There are two industries that are even more familiar to nearly everyone, employ far more people, and are in almost equally bad shape. One of them is the restaurant business, which normally accounts for around 15 million jobs at 660,000 locations. That would be 10 percent of the total American workforce.

Virtually all of those restaurants shut down their table service for several months beginning in mid-March, resulting in a 70-percent drop in business at sit-down establishments, in spite of an increase in takeout. The food and beverage industry suffered 60 percent of U.S. job losses in March.

Reopening is especially tricky because restaurants have traditionally needed to be crowded at peak hours in order to operate in the black. If state governments restrict restaurants to operate at, say, half their previous capacity, it’s like saying, “You can run your business, but you can’t make any money.”

The only viable options I can think of are either to raise prices, or find a way to spread business into other times of day. Both seem problematic, but necessity is the mother of invention, and without some original thinking we could lose a shocking number of our favorite eateries.

As large and important as that industry is, the other familiar segment is much bigger. The retail sector employs about twice as many people, and represents 6 percent of the economy.

Unlike the restaurant business, retail was already under a lot of stress before the coronavirus struck, having lost market share to online merchants steadily over the past 15 years.

The shutdown pushed several teetering giants over the edge, including J .C. Penney, Neiman-Marcus and J.Crew, all of which will remain with us in some form or other for the time being. Their size might give the impression that large retailers were especially hard hit by the current crisis, but that would be misleading.

There is general consensus among market analysts that the reverse is true. The shutdown was devastating to small retailers, which will ultimately devolve to the benefit of large ones, accelerating a consolidation that has been going on for years.

Walmart, Target, Costco, Lowes and Home Depot all prospered throughout the spring in terms of sales and profits, as well as their stock valuation. Grocery and liquor stores also did well, but most other retailers suffered.

In my home state of New York, and pretty much everywhere else, the merchants listed above were all deemed essential and allowed to remain open. Of course they were permitted to sell all their merchandise, not just the essential items, giving them a distinct advantage over the shuttered stores that carried those “non-essential” products.

I don’t have any statistics on art materials retailers during shutdown, only anecdotes, but I think I can make a couple of generalizations. Virtually every store in the industry was closed to foot traffic from mid-March through at least mid-May, but most retailers encouraged customers to shop online or by phone.

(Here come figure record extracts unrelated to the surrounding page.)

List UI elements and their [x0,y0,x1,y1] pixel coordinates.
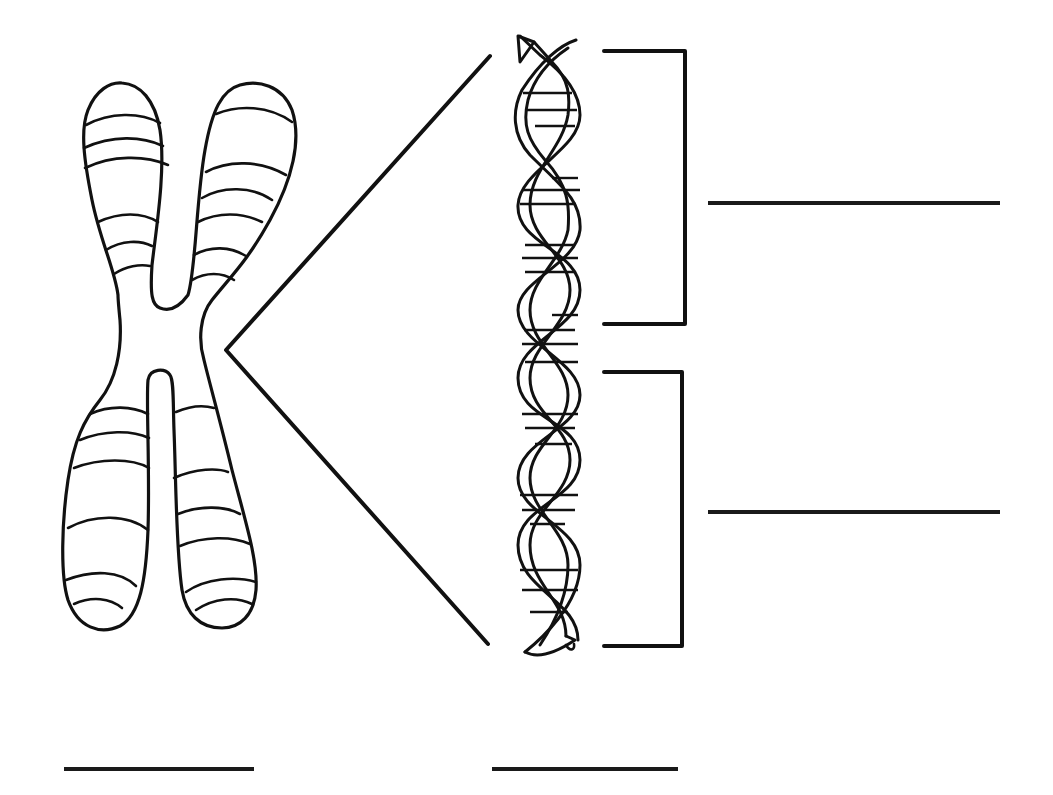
zoom-callout-lines [226,56,490,644]
upper-bracket [604,51,685,324]
chromosome-label-blank[interactable] [64,767,254,771]
chromosome [63,83,296,630]
diagram-drawing [0,0,1053,795]
lower-bracket [604,372,682,646]
diagram-canvas [0,0,1053,795]
dna-double-helix [515,36,580,655]
upper-bracket-label-blank[interactable] [708,201,1000,205]
helix-label-blank[interactable] [492,767,678,771]
lower-bracket-label-blank[interactable] [708,510,1000,514]
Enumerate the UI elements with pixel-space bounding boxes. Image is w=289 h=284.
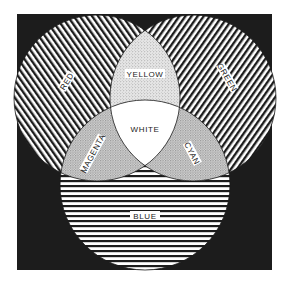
svg-text:YELLOW: YELLOW (127, 70, 164, 79)
svg-text:WHITE: WHITE (131, 125, 160, 134)
venn-diagram: RED GREEN BLUE YELLOW MAGENTA CYAN WHITE (0, 0, 289, 284)
label-white: WHITE (131, 125, 160, 134)
label-blue: BLUE (130, 211, 160, 221)
label-yellow: YELLOW (125, 69, 165, 79)
svg-text:BLUE: BLUE (133, 212, 156, 221)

That effort probably worked well for you to the extent that you were already good at it before the pandemic. A company does not become proficient at ecommerce overnight, especially in the face of those who are very good at it indeed (Amazon).

The most striking retail development of the shutdown though, was not that the big got bigger or that the internet merchants gained more market share. It was that millions of people adjusted to grocery shopping without setting foot in a supermarket.

Like Zoom conferencing, curb service was not a new idea, and had in fact been growing rapidly in popularity pre-virus, but the lockdown made it a rocket. It became so commonplace that it was a part of the instructions for reopening stores issued by New York State. “Provide remote shopping alternatives for customers, including click and collect, delivery and shop by phone …”

Sometimes opportunities arrive quietly in the night, and other times they roar up with lights flashing. I think this is one of the latter.

You can provide a service that the internet cannot, and you can do it better than anyone else. Tick-tock.